Society will need to have a conversation about the purpose of money in the 21st century. This conversation has already started on the fringes of the financial system but must now move towards its core.
It is a conversation that is closely related to the one about values. What is it that societies should appreciate in the coming decades? What is considered valuable and thus worthy of creation and protection on a planet inhabited by 10 billion people, stressed by environmental degradation, and threatened by social inequality?
These questions are important because the challenge we face is not just to overhaul the category of finance but to redesign the economic system at large and therefore the financial system that structures and enables it. Being bystanders will no longer be an option for investors—capital will have to induce change, not just follow it.

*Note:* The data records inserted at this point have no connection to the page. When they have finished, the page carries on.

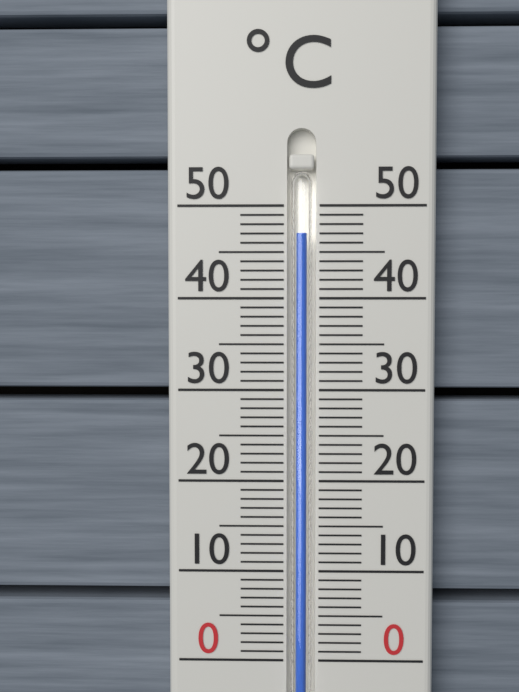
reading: 47 °C
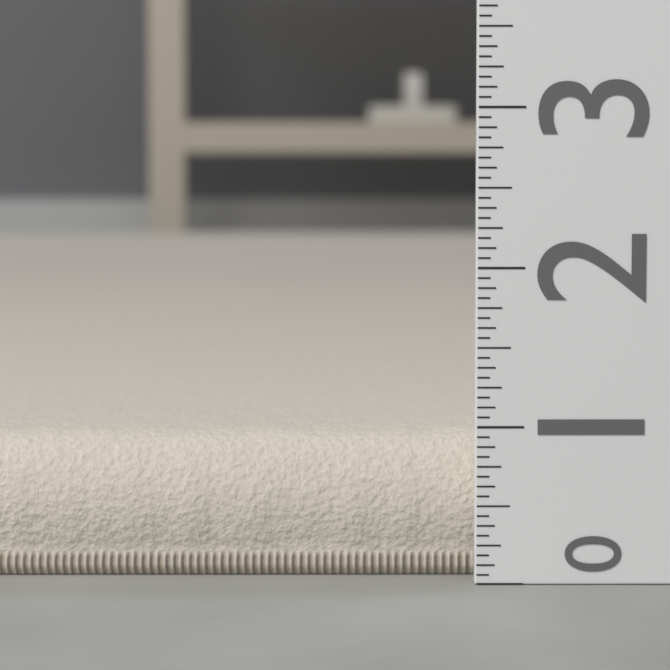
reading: 0.9375 (no unit)
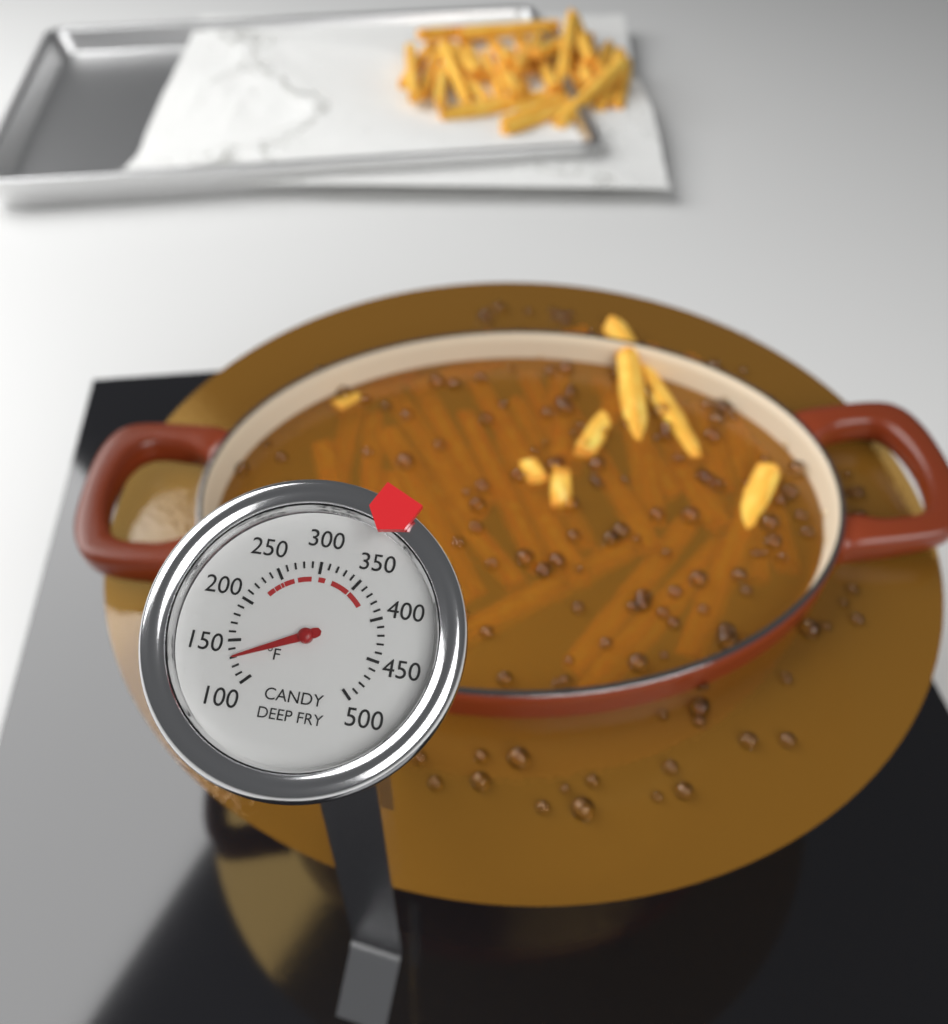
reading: 130 °F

Doing so opens the door to reframing the climate finance challenge beyond notions of “green”. Climate change is an environmental challenge driven by complex social factors. A reductionist approach centred on environmental indicators—as opposed to a broader and more systemic approach—carries the risk of biasing our actions towards interventions with easily quantifiable outcomes, such as CO2 reductions. Sustainable finance needs new assessment and accountability frameworks that pay tribute to the interconnectedness of our world.
Last but not least, the time has come for investors to increase their risk tolerance. Continuing to try and safeguard financial wealth through risk minimisation on a single-asset level might unlock capital flows in the short term but could lead to the deterioration of the global asset stock in the long term, diminishing everybody’s wealth in the process.